Jeffrey Hall, Michael Rosbash, Michael YoungNOBEL MEDIA. III. N. ELMEHEDThe 2017 Nobel Prize in Physiology or Medicine has been jointly awarded to Jeffrey Hall, Michael Rosbash, and Michael Young for their work on circadian rhythms. The trio is recognized for research on the period gene in Drosophila—a central regulator of the circadian clock whose discovery led to the identification of such genes in humans and other animals—plus the protein machinery governing the timing of biological rhythms.

In the course of their research, collaborators Rosbash and Hall at Brandeis University and Young independently at Rockefeller University, “solved the mystery of how an inner clock in most of our cells in our bodies can anticipate daily fluctuations between night and day to optimize our behavior and physiology,” Thomas Perlmann, secretary general for the Nobel Assembly and Nobel Committee, says in a statement.

Russell Foster, head...

Retired since 2008, Jeffrey Hall was at Brandeis University from 1974, where he took an early interest in the biology of circadian rhythms in Drosophila. His initial work with period showed that the gene played an important role in regulating the rhythm of courtship song cycles produced by male fruit flies (PNAS, 77:6729-33, 1980).

Hall later began collaborating with Brandeis colleague Michael Rosbash—a neuroscientist he got to know primarily through sport, colleagues say. The pair went on to isolate the period gene—which had been described in the 1970s by Seymour Benzer and Ronald Konopka—and showed that it produced a protein, PER, that cycles on a daily rhythm (Cell, 39:369-76, 1984). Rockefeller’s Michael Young and colleagues simultaneously isolated period, publishing the findings in Nature the same year (312:752-54).

These are the people who gave us our first working model of how the molecular clock might tick.—Russell Foster,
University of Oxford

The research laid the groundwork for other researchers to map similarly essential circadian genes in mice and other animals. “What’s extraordinary is that the basic building blocks of the clock discovered in flies are very similar in mice and humans,” says Foster. “It’s broadly the same genes and broadly the same proteins.”

The trio went on to pin down the details of the protein machinery governing circadian rhythms. Working with postdoctoral researcher Paul Hardin, Hall and Rosbash showed that mRNA transcripts from the period gene also cycle, allowing the PER protein to regulate its own production via a feedback loop (Nature, 343:536-40, 1990). “It was a great experience working as a postdoc,” Hardin tells The Scientist, adding that he is pleased and not overly surprised about today’s news. “Their work for a number of years has merited an award of this magnitude. I was so happy to hear the news this morning.”

Young, meanwhile, discovered a number of other genes influencing period protein dynamics. In 1994, his group identified timeless, a clock gene that produces a protein, TIM, that binds to PER, and is required for the latter’s entry into the nucleus to regulate period gene expression (Science, 263:1603-6). A few years later, the team described another gene, double-time, which regulates the accumulation of the period protein (Cell, 94:83-95, 1998). “He’s just a terrific scientist,” says collaborator Brian Crane, a biochemist at Cornell University. “His impact is huge. I figured that sooner or later this would happen, but it’s nice to see it materialize.”

It’s not the first time the laureate trio has been recognized for contributions to biology and the research into human circadian rhythms that has followed. In 2009, the Gruber Foundation awarded the Neuroscience Prize to Hall, Rosbash, and Young for the establishment of “a direct link between genes and behavior” that could later be extended beyond fruit flies into humans and, indeed, “all living organisms.”

In 2012, the three were recognized again with the Canada Gairdner International Award for pioneering science’s understanding of the circadian rhythm. “The medical relevance of these findings has become apparent as it was found that changes in these clock genes are associated with a series of sleep disorders in humans,” Young said in an interview at the time. “There are strong indications that some forms of depression are linked to the control of circadian rhythms.”

All three have made an impression inside and outside the lab. “Being in the room with them, you realize you have to keep concentration to keep up with the discussion,” notes Michael Hastings, a molecular neurobiologist working on circadian rhythms at the University of Cambridge, who sees both Rosbash and Young frequently at research gatherings. “[They have] an enormous intellectual appetite and curiosity.”

On announcing the prize, Rosbash’s first response to the news of the award this morning was “you are kidding me,” Perlmann told the audience. “That’s a classic Michael response,” Hardin says. “He’s quite the jokester.”

Update (October 2): The article has been updated to include reaction from Brian Crane.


Return the data that follows exactly as it appears. Pictures do not belong in the copy.

■ Data extract:
_ _ _
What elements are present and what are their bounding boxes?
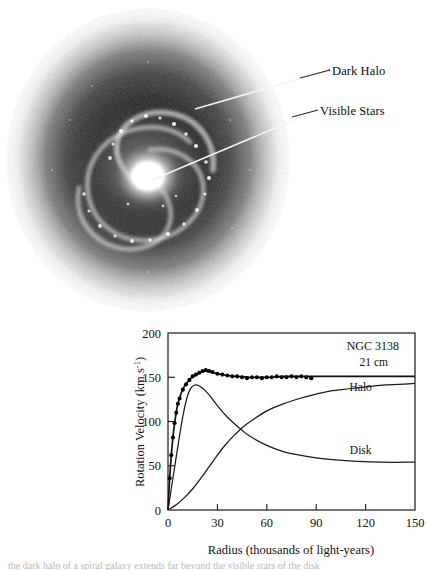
x-tick-label-60: 60: [261, 516, 274, 530]
data-point: [187, 378, 191, 382]
data-point: [250, 375, 254, 379]
data-point: [309, 376, 313, 380]
data-point: [275, 374, 279, 378]
y-axis-title-suffix: ): [133, 357, 147, 361]
plot-title: NGC 3138: [347, 339, 399, 353]
data-point: [173, 421, 177, 425]
x-axis-tick-labels: 0306090120150: [165, 516, 425, 530]
galaxy-photo-panel: Dark Halo Visible Stars: [0, 0, 428, 330]
data-point: [245, 376, 249, 380]
y-axis-title: Rotation Velocity (km s-1): [132, 357, 147, 487]
curve-label-halo: Halo: [350, 381, 373, 393]
x-tick-label-120: 120: [356, 516, 375, 530]
data-point: [210, 370, 214, 374]
annotation-label-dark-halo: Dark Halo: [332, 64, 385, 79]
y-tick-label-200: 200: [142, 327, 161, 341]
y-axis-title-main: Rotation Velocity (km s: [133, 368, 147, 487]
data-point: [294, 375, 298, 379]
data-point: [168, 476, 172, 480]
curve-label-disk: Disk: [350, 444, 372, 456]
data-point: [174, 411, 178, 415]
data-point: [289, 374, 293, 378]
data-point: [255, 375, 259, 379]
annotation-label-visible-stars: Visible Stars: [320, 104, 385, 119]
figure-caption-clipped: the dark halo of a spiral galaxy extends…: [8, 561, 420, 570]
data-point: [184, 382, 188, 386]
data-point: [285, 375, 289, 379]
data-point: [240, 375, 244, 379]
galaxy-image: [0, 0, 428, 330]
x-tick-label-30: 30: [211, 516, 224, 530]
data-point: [299, 374, 303, 378]
galaxy-core: [115, 146, 181, 206]
x-tick-label-0: 0: [165, 516, 171, 530]
x-tick-label-150: 150: [406, 516, 425, 530]
data-point: [304, 375, 308, 379]
data-point: [171, 435, 175, 439]
figure-root: Dark Halo Visible Stars 050100150200 030…: [0, 0, 428, 570]
data-point: [169, 453, 173, 457]
data-point: [260, 376, 264, 380]
data-point: [225, 373, 229, 377]
data-point: [230, 374, 234, 378]
rotation-curve-chart: 050100150200 0306090120150 21 cm Halo Di…: [0, 318, 428, 570]
y-tick-label-0: 0: [155, 504, 161, 518]
data-point: [215, 372, 219, 376]
data-point: [177, 396, 181, 400]
x-axis-title: Radius (thousands of light-years): [208, 543, 374, 557]
data-point: [235, 374, 239, 378]
data-point: [176, 402, 180, 406]
data-point: [181, 388, 185, 392]
y-axis-title-exponent: -1: [132, 361, 142, 368]
x-tick-label-90: 90: [310, 516, 323, 530]
data-point: [220, 373, 224, 377]
curve-label-21cm: 21 cm: [360, 356, 388, 368]
rotation-curve-plot-panel: 050100150200 0306090120150 21 cm Halo Di…: [0, 318, 428, 570]
data-point: [265, 375, 269, 379]
data-point: [270, 375, 274, 379]
data-point: [280, 375, 284, 379]
y-tick-label-50: 50: [149, 459, 162, 473]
_ _ _
■ Result:
What elements are present and what are their bounding boxes?
x-tick-label-60: 60: [261, 516, 274, 530]
data-point: [187, 378, 191, 382]
data-point: [250, 375, 254, 379]
data-point: [309, 376, 313, 380]
data-point: [275, 374, 279, 378]
y-axis-title-suffix: ): [133, 357, 147, 361]
plot-title: NGC 3138: [347, 339, 399, 353]
data-point: [173, 421, 177, 425]
x-axis-tick-labels: 0306090120150: [165, 516, 425, 530]
galaxy-photo-panel: Dark Halo Visible Stars: [0, 0, 428, 330]
data-point: [245, 376, 249, 380]
y-axis-title: Rotation Velocity (km s-1): [132, 357, 147, 487]
curve-label-halo: Halo: [350, 381, 373, 393]
x-tick-label-120: 120: [356, 516, 375, 530]
data-point: [210, 370, 214, 374]
annotation-label-dark-halo: Dark Halo: [332, 64, 385, 79]
y-tick-label-200: 200: [142, 327, 161, 341]
y-axis-title-main: Rotation Velocity (km s: [133, 368, 147, 487]
data-point: [294, 375, 298, 379]
data-point: [168, 476, 172, 480]
curve-label-disk: Disk: [350, 444, 372, 456]
data-point: [174, 411, 178, 415]
data-point: [289, 374, 293, 378]
data-point: [255, 375, 259, 379]
annotation-label-visible-stars: Visible Stars: [320, 104, 385, 119]
figure-caption-clipped: the dark halo of a spiral galaxy extends…: [8, 561, 420, 570]
data-point: [184, 382, 188, 386]
data-point: [285, 375, 289, 379]
data-point: [240, 375, 244, 379]
galaxy-image: [0, 0, 428, 330]
x-tick-label-30: 30: [211, 516, 224, 530]
data-point: [299, 374, 303, 378]
galaxy-core: [115, 146, 181, 206]
x-tick-label-0: 0: [165, 516, 171, 530]
x-tick-label-150: 150: [406, 516, 425, 530]
data-point: [304, 375, 308, 379]
data-point: [171, 435, 175, 439]
figure-root: Dark Halo Visible Stars 050100150200 030…: [0, 0, 428, 570]
data-point: [169, 453, 173, 457]
data-point: [260, 376, 264, 380]
data-point: [225, 373, 229, 377]
data-point: [230, 374, 234, 378]
rotation-curve-chart: 050100150200 0306090120150 21 cm Halo Di…: [0, 318, 428, 570]
y-tick-label-0: 0: [155, 504, 161, 518]
data-point: [215, 372, 219, 376]
data-point: [177, 396, 181, 400]
x-axis-title: Radius (thousands of light-years): [208, 543, 374, 557]
data-point: [235, 374, 239, 378]
data-point: [176, 402, 180, 406]
data-point: [181, 388, 185, 392]
y-axis-title-exponent: -1: [132, 361, 142, 368]
x-tick-label-90: 90: [310, 516, 323, 530]
data-point: [220, 373, 224, 377]
curve-label-21cm: 21 cm: [360, 356, 388, 368]
rotation-curve-plot-panel: 050100150200 0306090120150 21 cm Halo Di…: [0, 318, 428, 570]
data-point: [265, 375, 269, 379]
data-point: [270, 375, 274, 379]
data-point: [280, 375, 284, 379]
y-tick-label-50: 50: [149, 459, 162, 473]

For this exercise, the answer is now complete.